Frederick Crews in Skeptic:
In June 2012, the 68-year-old Jerry Sandusky, for three decades a successful and admired assistant to Pennsylvania State University’s legendary football coach, Joe Paterno, was found guilty on 45 counts of child molestation and was remanded to prison for, effectively, the rest of his life. Sandusky was exposed as a serial pedophile on a scarcely imaginable scale, and 10 of his victims—presumably a small sample—were featured in his trial. Penn State would eventually pay $109 million (and counting) in compensation to at least 35 men who had been schoolboys at the time of their reported abuse. And presumably there were hundreds more victims. Since 1977 Sandusky had led a substantial program of his own devising for disadvantaged youth, The Second Mile, that was thought to have served him as a “candy store,” affording opportunities to “groom” neglected boys and then to have his way with them.
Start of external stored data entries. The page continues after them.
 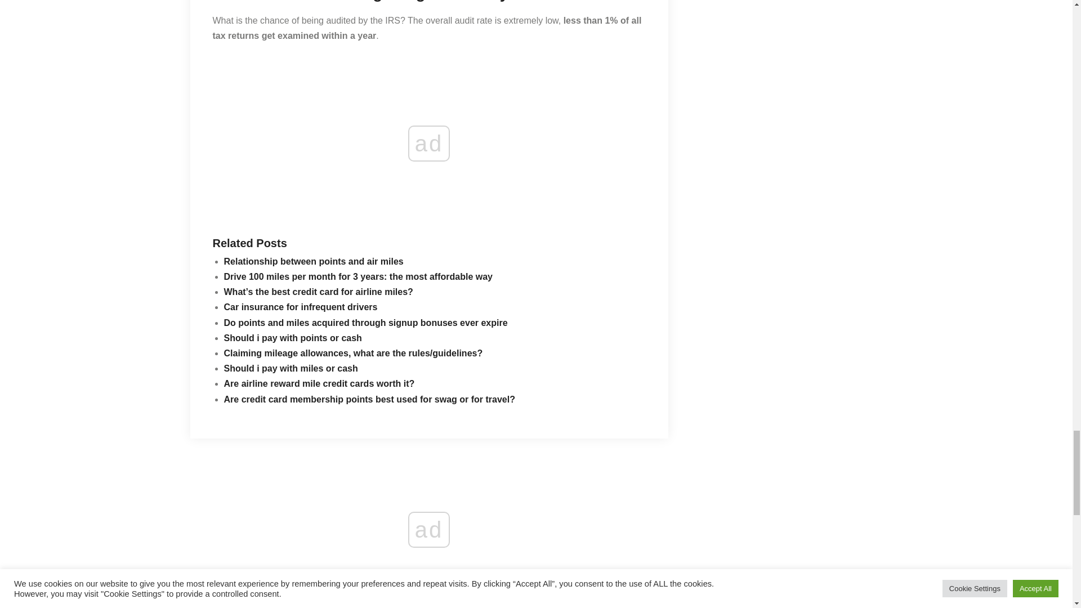 What do you see at coordinates (301, 307) in the screenshot?
I see `Car insurance for infrequent drivers` at bounding box center [301, 307].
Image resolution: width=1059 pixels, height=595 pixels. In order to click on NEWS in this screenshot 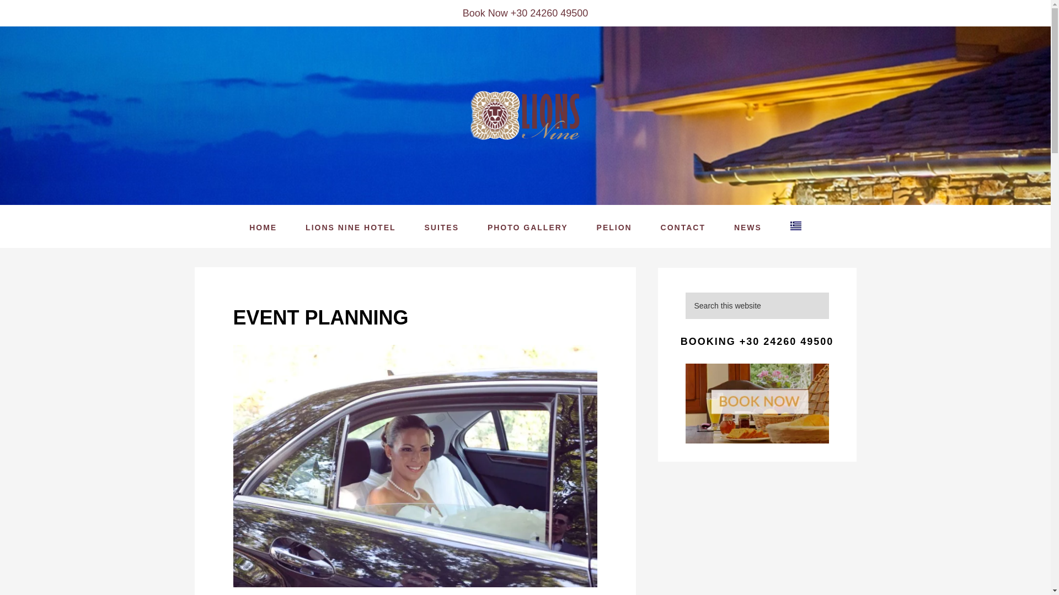, I will do `click(748, 227)`.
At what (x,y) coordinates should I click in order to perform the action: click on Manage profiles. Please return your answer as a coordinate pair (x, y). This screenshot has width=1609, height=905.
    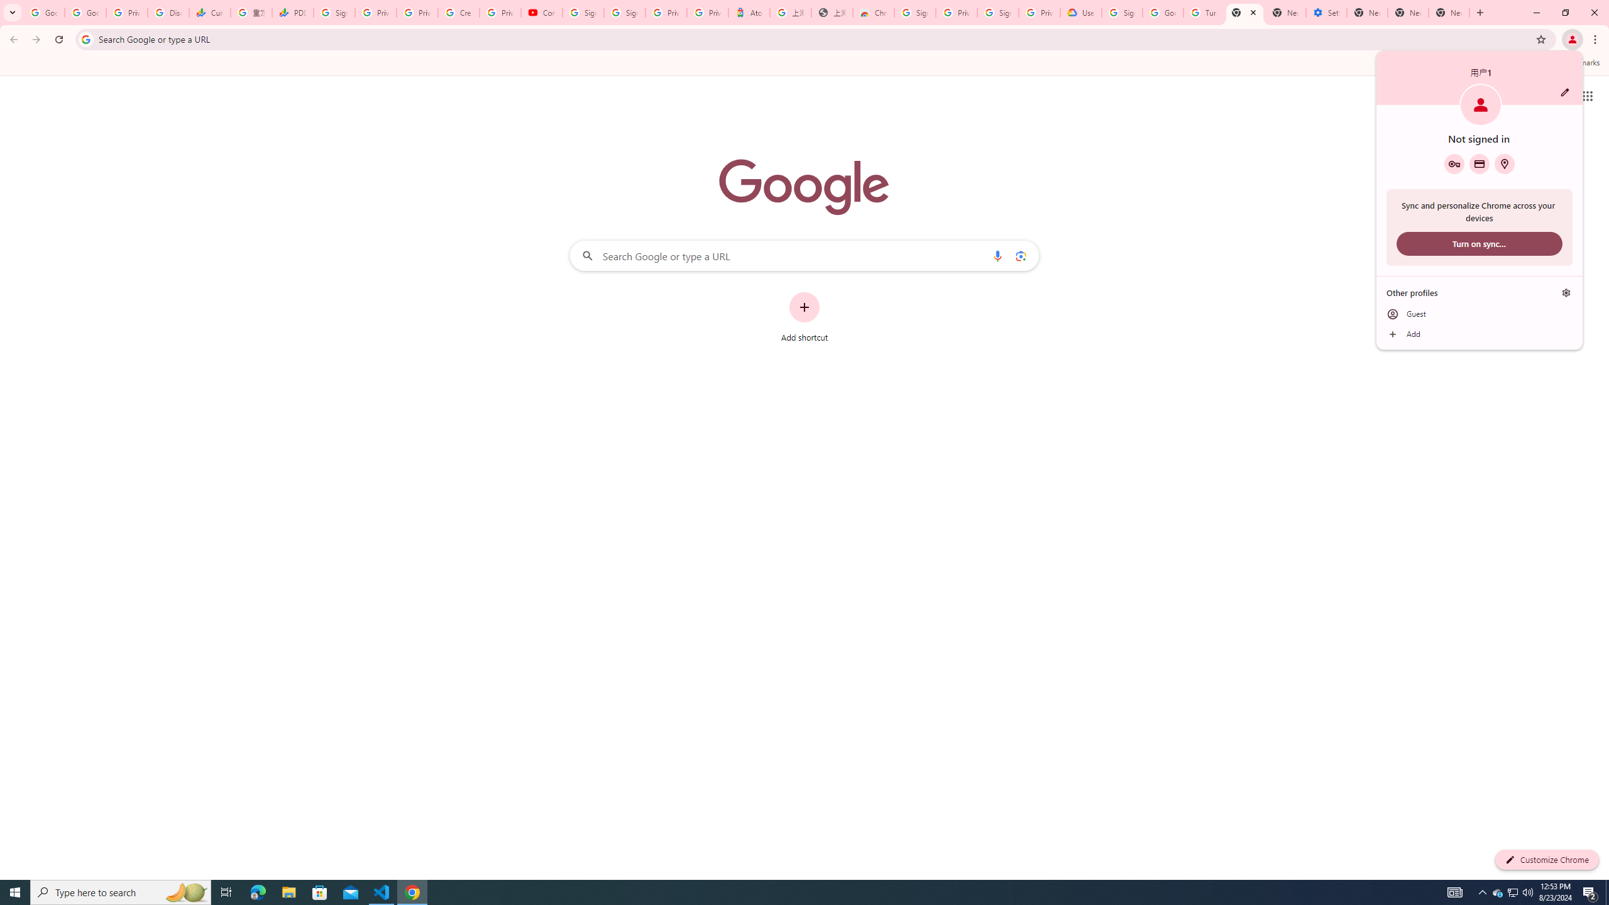
    Looking at the image, I should click on (1566, 293).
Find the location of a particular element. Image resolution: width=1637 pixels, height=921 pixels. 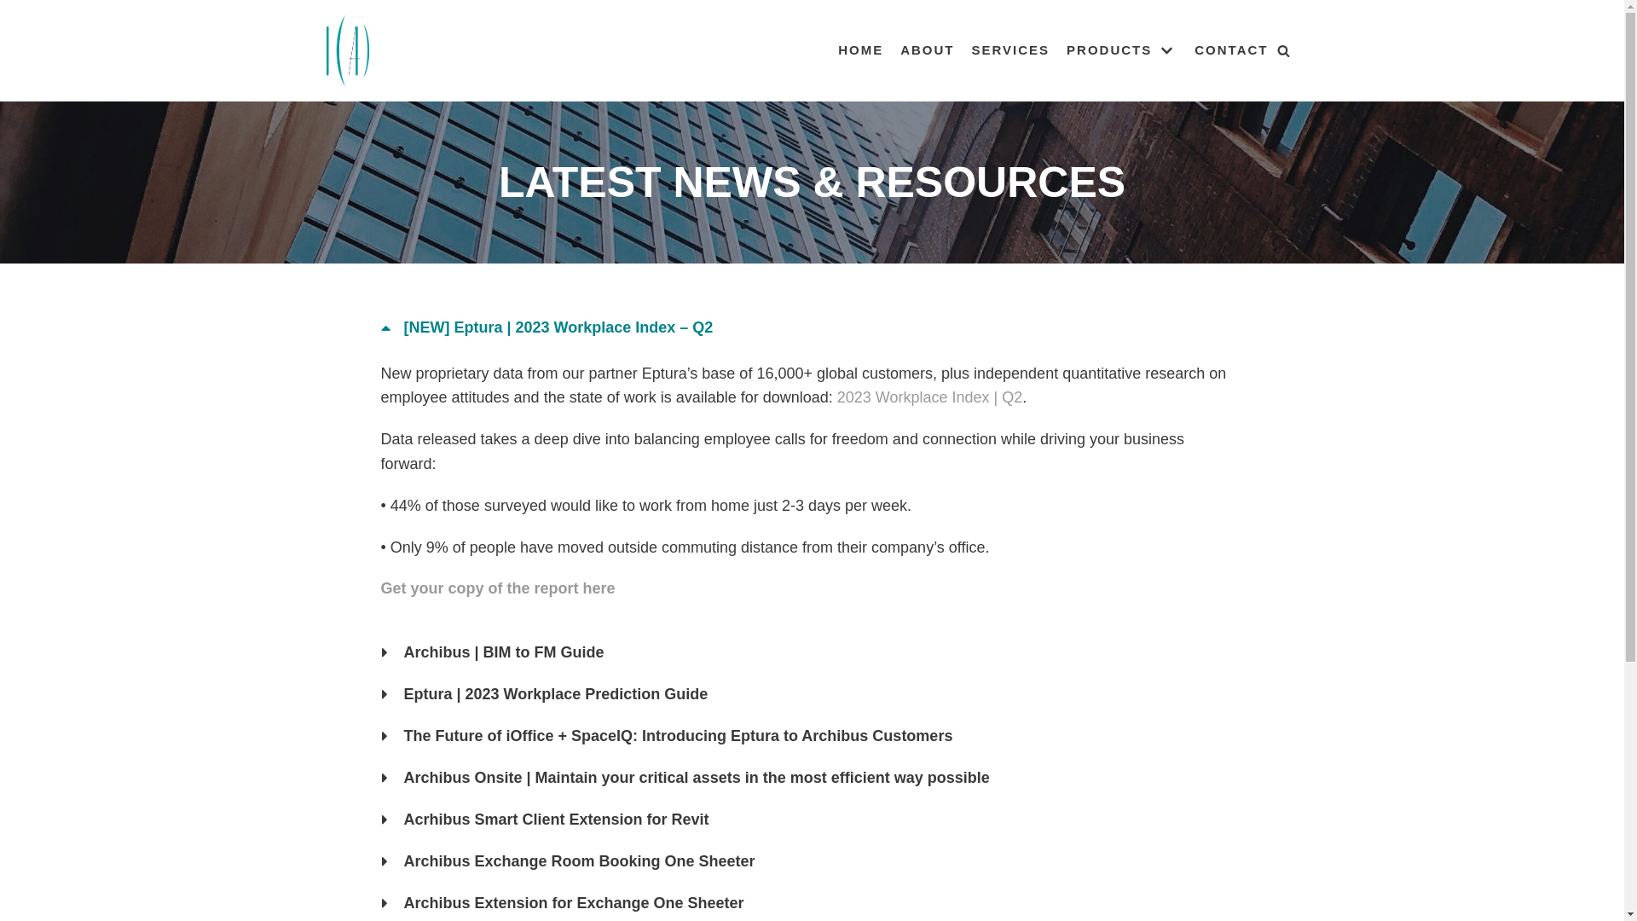

SERVICES is located at coordinates (1011, 51).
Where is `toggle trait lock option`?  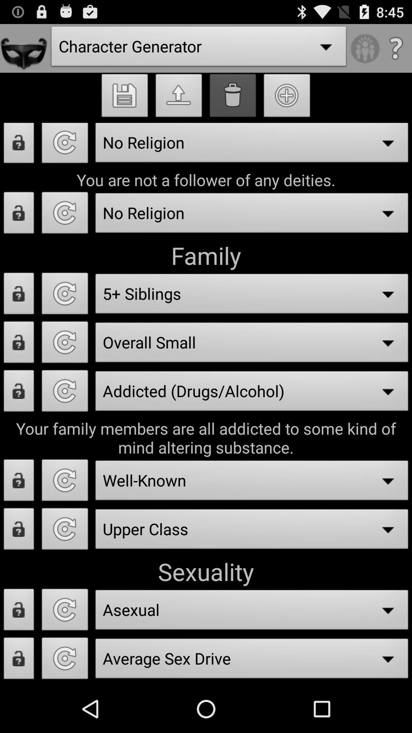
toggle trait lock option is located at coordinates (19, 344).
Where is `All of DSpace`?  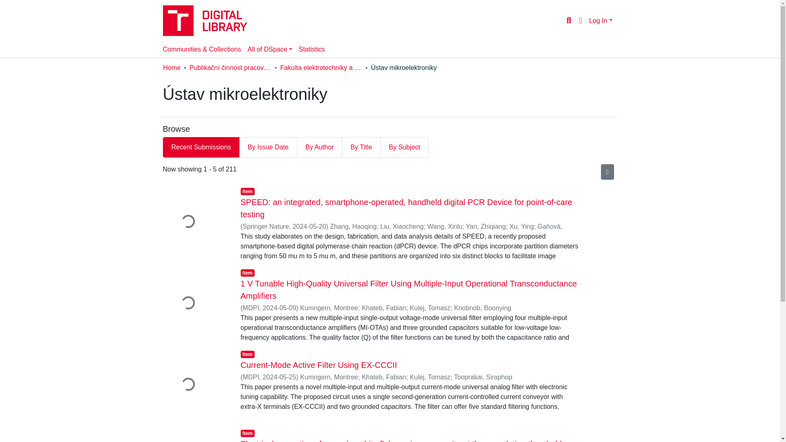 All of DSpace is located at coordinates (270, 50).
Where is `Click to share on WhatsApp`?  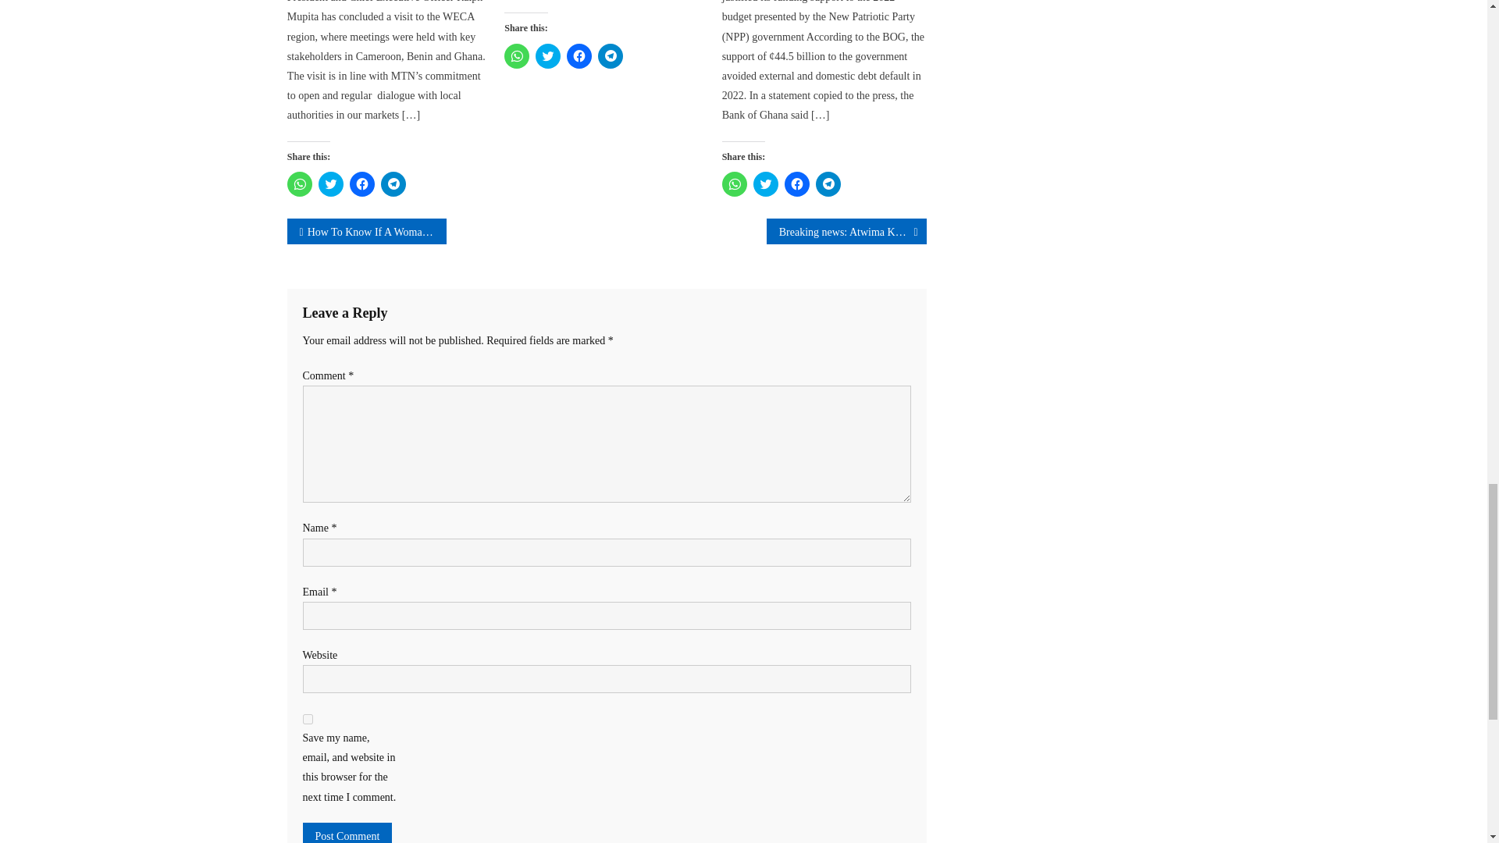
Click to share on WhatsApp is located at coordinates (516, 56).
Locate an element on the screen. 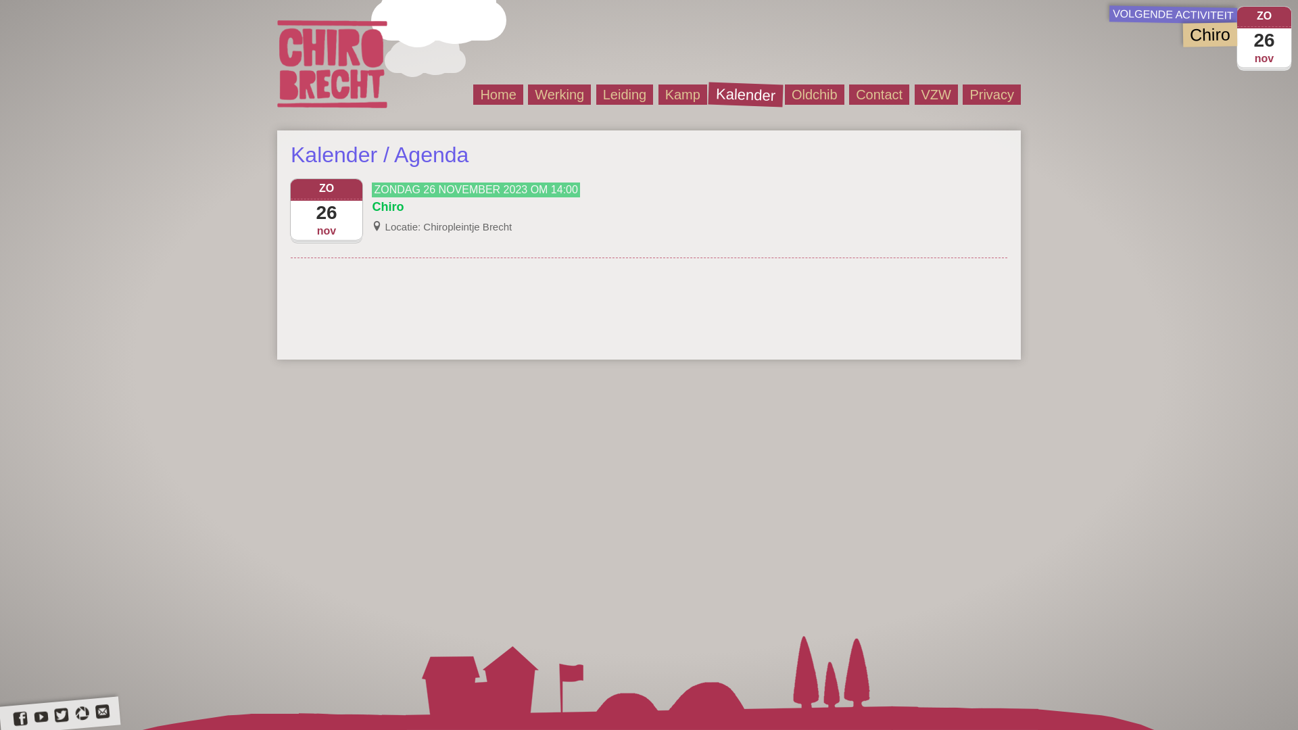 This screenshot has height=730, width=1298. Leiding is located at coordinates (625, 95).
The Sandusky case was so mortifying that it triggered the firing of Penn State’s president, Graham Spanier, a vice president, Gary Schultz, its athletic director, Tim Curley, and the idolized Joe Paterno himself, at age 84 and after 61 years of service, for having abetted Sandusky’s crimes. Specifically, they had failed to take action after one horrific incident had been called to their notice. Paterno died of lung cancer two months after his shaming. Schultz and Curley, later indicted on felony charges, pleaded guilty to a compromise charge of child endangerment, for which they each received a two-year jail sentence (not entirely served). President Spanier protested his innocence but was convicted of the same offense and sentenced to four to 12 months of combined jail time and house arrest.